Sometimes, the talk could get nasty, prompting the project owner to verbally issue “a statement of last resort”: that they will not agree to certain sticky points and if the bid winner insists, they could scrap the bidding altogether and restart a new bidding procedure.

Typical Cure for Land Delivery Delays

There are similarities between a construction contract and its concession counterpart; the latter has borrowed the forms and template provisions from the former. Many provisions of a concession contract just mirror an international version of a construction contract, converted to favor the government project-owner even further.

A typical cure for a breach of a concession contract by a project owner would entail either a compensation for damages incurred by the concessionaire or an extension of the project completion time granted to the concessionaire, or both.

The most vulnerable point for Thai government project-owners in large construction projects is its timetable to hand over the construction site to the concessionaire, free of trespassers, and public utilities, underground or overhead. Land expropriation and eviction and even coordination between government utility service providers all take time, years in fact.

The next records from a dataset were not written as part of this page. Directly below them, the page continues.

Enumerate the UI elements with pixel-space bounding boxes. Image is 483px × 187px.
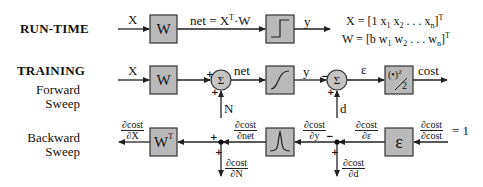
dX-den: ∂X [125, 131, 139, 141]
square-base: (•) [388, 69, 398, 80]
fw-output-y-label: y [303, 65, 310, 78]
fw-input-x-label: X [128, 64, 137, 77]
eqw-b: w [392, 32, 404, 46]
bw-junction2-dot [334, 139, 339, 144]
bw-seed-value: = 1 [452, 124, 469, 137]
fw-weight-block-label: W [150, 66, 177, 94]
eqw-t: T [445, 31, 450, 40]
eqx-c: . . . x [403, 14, 430, 28]
dN-den: ∂N [229, 169, 243, 179]
eqw-c: . . . w [407, 32, 437, 46]
eqx-t: T [438, 13, 443, 22]
wt-sup: T [168, 132, 173, 141]
bw-dcost-dy-label: ∂cost ∂y [303, 120, 326, 141]
dnet-den: ∂net [236, 131, 255, 141]
bw-j1-plus-bottom: + [215, 148, 223, 157]
forward-line1: Forward [0, 83, 80, 97]
bw-j1-plus-top: + [210, 133, 218, 142]
rt-weight-block-label: W [150, 15, 177, 43]
section-backward-sweep-label: Backward Sweep [0, 131, 80, 159]
net-eq-lhs: net = X [190, 13, 229, 28]
dy-den: ∂y [309, 131, 321, 141]
eq-x-vector: X = [1 x1 x2 . . . xn]T [346, 14, 443, 30]
eqw-a: W = [b w [342, 32, 388, 46]
bw-junction1-dot [218, 139, 223, 144]
backward-line1: Backward [0, 131, 80, 145]
fw-cost-label: cost [418, 64, 439, 77]
fw-cost-block-num: (•)2 [388, 69, 402, 80]
fw-cost-block-den: 2 [402, 81, 407, 91]
eqx-a: X = [1 x [346, 14, 386, 28]
bw-dcost-dX-label: ∂cost ∂X [121, 120, 144, 141]
fw-sum2-symbol: Σ [327, 70, 347, 90]
bw-dcost-dd-label: ∂cost ∂d [342, 158, 365, 179]
wt-base: W [154, 134, 168, 151]
section-runtime-label: RUN-TIME [20, 22, 89, 35]
net-eq-rhs: ·W [234, 13, 251, 28]
fw-noise-n-label: N [224, 102, 233, 115]
fw-error-label: ε [361, 63, 366, 76]
dcost-den: ∂cost [420, 131, 443, 141]
bw-dcost-de-label: ∂cost ∂ε [355, 120, 378, 141]
square-exp: 2 [398, 68, 402, 76]
bw-j2-minus: − [326, 132, 334, 141]
forward-line2: Sweep [0, 97, 80, 111]
dd-den: ∂d [348, 169, 360, 179]
bw-dcost-dN-label: ∂cost ∂N [225, 158, 248, 179]
bw-dcost-dnet-label: ∂cost ∂net [234, 120, 257, 141]
section-forward-sweep-label: Forward Sweep [0, 83, 80, 111]
fw-desired-d-label: d [340, 102, 347, 115]
rt-input-x-label: X [128, 13, 137, 26]
section-training-label: TRAINING [17, 64, 85, 77]
bw-dcost-dcost-label: ∂cost ∂cost [420, 120, 443, 141]
bw-weight-transpose-label: WT [150, 128, 177, 156]
de-den: ∂ε [361, 131, 372, 141]
fw-sum1-symbol: Σ [211, 70, 231, 90]
eq-w-vector: W = [b w1 w2 . . . wn]T [342, 32, 450, 48]
rt-output-y-label: y [304, 15, 311, 28]
bw-j2-plus: + [331, 148, 339, 157]
fw-sigmoid-block [266, 66, 294, 94]
bw-error-block-label: ε [385, 128, 413, 156]
rt-net-equation: net = XT·W [190, 14, 251, 27]
backward-line2: Sweep [0, 145, 80, 159]
fw-net-label: net [234, 64, 250, 77]
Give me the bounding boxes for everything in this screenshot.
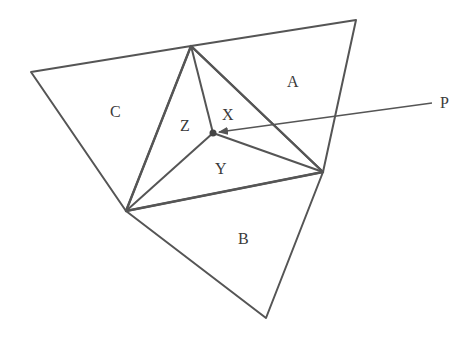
triangle-b: [126, 172, 323, 318]
label-p: P: [440, 94, 449, 111]
diagram-canvas: A C B X Z Y P: [0, 0, 475, 340]
edge-p-right: [213, 133, 323, 172]
arrow-to-p: [219, 103, 432, 132]
triangle-c: [31, 46, 191, 211]
label-z: Z: [180, 117, 190, 134]
triangulation-diagram: A C B X Z Y P: [0, 0, 475, 340]
edge-p-top: [191, 46, 213, 133]
label-x: X: [222, 106, 234, 123]
label-a: A: [287, 73, 299, 90]
central-triangle: [126, 46, 323, 211]
label-c: C: [110, 103, 121, 120]
label-b: B: [238, 230, 249, 247]
edges: [31, 20, 356, 318]
edge-p-bottomleft: [126, 133, 213, 211]
point-p: [210, 130, 217, 137]
label-y: Y: [215, 160, 227, 177]
triangle-a: [191, 20, 356, 172]
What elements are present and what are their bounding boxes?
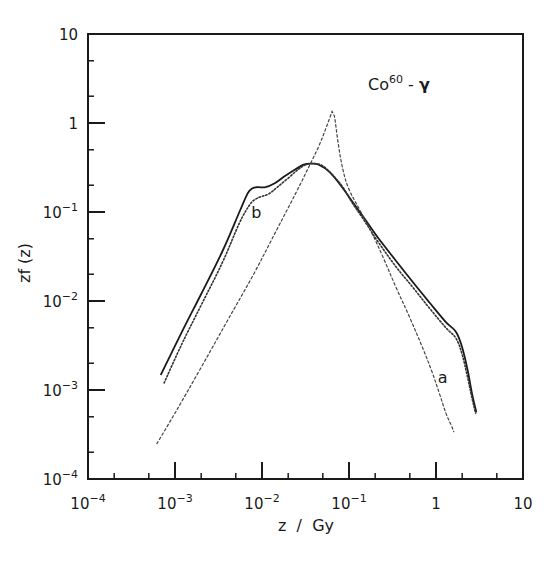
y-tick-label: 10−3	[43, 379, 78, 400]
series-solid	[161, 164, 476, 412]
y-axis-title: zf (z)	[15, 243, 34, 283]
x-tick-label: 10−3	[157, 492, 192, 513]
y-tick-label: 1	[68, 115, 78, 133]
y-tick-label: 10	[59, 26, 78, 44]
dose-distribution-chart: 10−410−310−210−1110 10110−110−210−310−4 …	[0, 0, 558, 562]
curve-label-b: b	[251, 203, 261, 222]
series-layer	[157, 111, 476, 443]
chart-title: Co60 - γ	[368, 73, 430, 94]
x-tick-label: 10−1	[331, 492, 366, 513]
x-tick-label: 1	[431, 495, 441, 513]
y-tick-label: 10−4	[43, 468, 78, 489]
x-tick-label: 10−2	[244, 492, 279, 513]
series-dotted	[164, 164, 476, 414]
y-axis-ticks: 10110−110−210−310−4	[43, 26, 105, 489]
y-tick-label: 10−1	[43, 201, 78, 222]
x-axis-title: z / Gy	[278, 516, 334, 535]
x-axis-ticks: 10−410−310−210−1110	[70, 462, 532, 513]
plot-frame	[88, 34, 523, 479]
x-tick-label: 10	[513, 495, 532, 513]
curve-label-a: a	[438, 368, 448, 387]
x-tick-label: 10−4	[70, 492, 105, 513]
plot-border	[88, 34, 523, 479]
y-tick-label: 10−2	[43, 290, 78, 311]
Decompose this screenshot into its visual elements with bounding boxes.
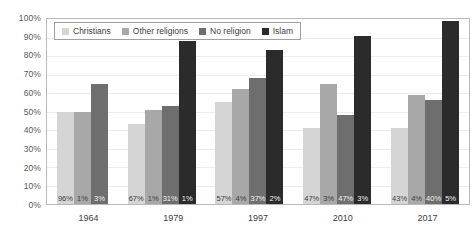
y-axis: 100%90%80%70%60%50%40%30%20%10%0% xyxy=(0,18,45,205)
y-axis-tick-label: 0% xyxy=(29,200,42,210)
x-axis-tick-label: 1997 xyxy=(248,207,268,223)
legend-item[interactable]: Other religions xyxy=(122,26,188,36)
bar: 47% xyxy=(337,115,354,204)
bar: 2% xyxy=(266,50,283,204)
legend-label: No religion xyxy=(210,26,251,36)
y-axis-tick-label: 70% xyxy=(24,69,41,79)
y-axis-tick-label: 20% xyxy=(24,163,41,173)
bar: 31% xyxy=(162,106,179,204)
bar: 4% xyxy=(408,95,425,204)
y-axis-tick-label: 40% xyxy=(24,125,41,135)
bar-value-label: 57% xyxy=(216,195,231,203)
bar-value-label: 43% xyxy=(392,195,407,203)
bar: 43% xyxy=(391,128,408,204)
bar-value-label: 1% xyxy=(77,195,88,203)
bar: 47% xyxy=(303,128,320,204)
legend-swatch-icon xyxy=(262,28,269,35)
legend-item[interactable]: No religion xyxy=(199,26,251,36)
bars-layer: 96%1%3%67%1%31%1%57%4%37%2%47%3%47%3%43%… xyxy=(47,19,469,204)
bar-group: 67%1%31%1% xyxy=(128,19,196,204)
bar-value-label: 1% xyxy=(182,195,193,203)
y-axis-tick-label: 30% xyxy=(24,144,41,154)
bar-value-label: 3% xyxy=(94,195,105,203)
bar-value-label: 3% xyxy=(323,195,334,203)
bar: 1% xyxy=(74,112,91,205)
bar: 1% xyxy=(145,110,162,204)
bar-value-label: 31% xyxy=(163,195,178,203)
bar: 96% xyxy=(57,112,74,205)
y-axis-tick-label: 80% xyxy=(24,50,41,60)
bar: 40% xyxy=(425,100,442,204)
bar: 1% xyxy=(179,41,196,204)
bar: 4% xyxy=(232,89,249,204)
plot-area: 96%1%3%67%1%31%1%57%4%37%2%47%3%47%3%43%… xyxy=(46,18,470,205)
bar: 3% xyxy=(91,84,108,204)
bar-value-label: 4% xyxy=(411,195,422,203)
y-axis-tick-label: 50% xyxy=(24,107,41,117)
legend-label: Other religions xyxy=(133,26,188,36)
bar-value-label: 40% xyxy=(426,195,441,203)
bar-group: 47%3%47%3% xyxy=(303,19,371,204)
bar-value-label: 2% xyxy=(270,195,281,203)
bar-value-label: 96% xyxy=(58,195,73,203)
bar-value-label: 37% xyxy=(250,195,265,203)
bar-value-label: 5% xyxy=(445,195,456,203)
bar-group: 43%4%40%5% xyxy=(391,19,459,204)
y-axis-tick-label: 10% xyxy=(24,181,41,191)
bar-group: 96%1%3% xyxy=(57,19,108,204)
bar-value-label: 1% xyxy=(148,195,159,203)
bar-value-label: 47% xyxy=(304,195,319,203)
legend-label: Christians xyxy=(73,26,111,36)
bar: 57% xyxy=(215,102,232,204)
bar-value-label: 47% xyxy=(338,195,353,203)
chart-legend: ChristiansOther religionsNo religionIsla… xyxy=(54,22,301,40)
bar-value-label: 67% xyxy=(129,195,144,203)
bar: 5% xyxy=(442,21,459,204)
bar: 67% xyxy=(128,124,145,204)
y-axis-tick-label: 90% xyxy=(24,32,41,42)
legend-swatch-icon xyxy=(199,28,206,35)
bar: 37% xyxy=(249,78,266,204)
legend-swatch-icon xyxy=(122,28,129,35)
bar: 3% xyxy=(320,84,337,204)
legend-swatch-icon xyxy=(62,28,69,35)
x-axis-tick-label: 1964 xyxy=(78,207,98,223)
legend-item[interactable]: Christians xyxy=(62,26,111,36)
bar-value-label: 4% xyxy=(236,195,247,203)
x-axis-tick-label: 1979 xyxy=(163,207,183,223)
bar-group: 57%4%37%2% xyxy=(215,19,283,204)
y-axis-tick-label: 100% xyxy=(19,13,41,23)
x-axis: 19641979199720102017 xyxy=(46,207,470,229)
x-axis-tick-label: 2017 xyxy=(418,207,438,223)
legend-item[interactable]: Islam xyxy=(262,26,293,36)
bar-chart: 100%90%80%70%60%50%40%30%20%10%0% 96%1%3… xyxy=(0,0,473,241)
legend-label: Islam xyxy=(273,26,293,36)
bar-value-label: 3% xyxy=(357,195,368,203)
bar: 3% xyxy=(354,36,371,204)
y-axis-tick-label: 60% xyxy=(24,88,41,98)
x-axis-tick-label: 2010 xyxy=(333,207,353,223)
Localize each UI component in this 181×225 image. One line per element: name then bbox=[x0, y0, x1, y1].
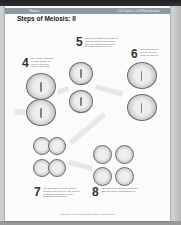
chromosome bbox=[141, 71, 142, 81]
cell-diagram-6a bbox=[127, 62, 157, 89]
arrow-into-4 bbox=[15, 109, 25, 115]
chromosome bbox=[40, 82, 43, 92]
step-6-text: The chromosomes then line up in the midd… bbox=[140, 48, 162, 59]
step-6-number: 6 bbox=[131, 48, 138, 60]
step-5-number: 5 bbox=[76, 36, 83, 48]
cell-diagram-4a bbox=[26, 73, 56, 100]
cell-diagram-7b-right bbox=[48, 159, 66, 177]
header-left-label: Meiosis bbox=[29, 8, 39, 14]
step-7-number: 7 bbox=[34, 186, 41, 198]
cell-diagram-5b bbox=[69, 90, 93, 113]
header-band: Meiosis Cell Cycles / Cell Reproduction bbox=[5, 8, 170, 14]
step-8-number: 8 bbox=[92, 186, 99, 198]
cell-diagram-7a-right bbox=[48, 137, 66, 155]
page-bottom-edge bbox=[0, 221, 181, 225]
step-7-text: The chromatids are pulled apart to oppos… bbox=[43, 187, 81, 199]
page-right-edge bbox=[170, 6, 181, 225]
copyright-footer: Copyright © by Holt, Rinehart and Winsto… bbox=[60, 213, 115, 215]
chromosome bbox=[80, 97, 82, 105]
cell-diagram-4b bbox=[26, 99, 56, 126]
step-4-number: 4 bbox=[22, 57, 29, 69]
cell-diagram-8c bbox=[93, 167, 112, 186]
cell-diagram-8b bbox=[115, 145, 134, 164]
document-page: Meiosis Cell Cycles / Cell Reproduction … bbox=[5, 6, 170, 221]
header-right-label: Cell Cycles / Cell Reproduction bbox=[118, 8, 159, 14]
step-4-text: The nuclear membrane re-forms and the ce… bbox=[31, 57, 55, 70]
chromosome bbox=[80, 69, 82, 77]
cell-diagram-6b bbox=[127, 94, 157, 121]
arrow-4-to-5 bbox=[57, 86, 70, 95]
cell-diagram-8a bbox=[93, 145, 112, 164]
arrow-5-to-6 bbox=[95, 84, 123, 96]
page-title: Steps of Meiosis: II bbox=[17, 15, 76, 22]
arrow-7-to-8 bbox=[68, 160, 93, 171]
chromosome bbox=[141, 103, 142, 113]
step-5-text: Each cell contains one member of each ho… bbox=[85, 37, 118, 49]
chromosome bbox=[40, 108, 43, 118]
step-8-text: The result is four haploid cells that ar… bbox=[101, 187, 139, 199]
cell-diagram-8d bbox=[115, 167, 134, 186]
cell-diagram-5a bbox=[69, 62, 93, 85]
arrow-6-to-7 bbox=[69, 112, 107, 145]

The government has come to a conclusion that this typical contract cure is not its answer to the question of delays in large infrastructure projects.

Financial Risk Mitigation by Government

The highly-experienced Thai government decided to close its financial exposure. It refuses to pay any damages monetarily to the concessionaire for any delay in land delivery up to a certain maximum period of time.

In a quid pro quo to calm down the private sector, it wisely agrees to share the risk of project delays by giving the concessionaire an extra time to complete the project.

The government is smart in putting this as a bidding condition and in speculating that bidders, who saw this in the RFP and yet submitted their bids, could accept the condition, albeit unwillingly.

No Cash Payment, Time Extension Okay

We will see this trend more and more in the nation’s PPP projects. The concept is adapted from tollway PPP projects when the government, after a breach of the concession contract to reject an agreed increase of tollway fees or allow a competition to the tollway in violation of the contract, preferred to extend the concession period rather than pay actual financial damages.

For this particular PPP three-airport rail link, the construction-site delivery of the 22-kilometer section through the vastly populated and congested urban areas of Bangkok from the Don Mueang international airport, through the Bang Sue high-speed rail hub, to the Phaya Thai station downtown, can take up to two years and three months, with plenty of extra room for the government project-owner to breathe and extend it to four years!

By the book of the law, after the four years, then the concessionaire’s termination right kicks in and their rights to claim damages resume.

Wirot Poonsuwan is Senior Counsel and Head of Special Projects at Bangkok law firm Blumenthal Richter & Sumet and can be contacted at [email protected].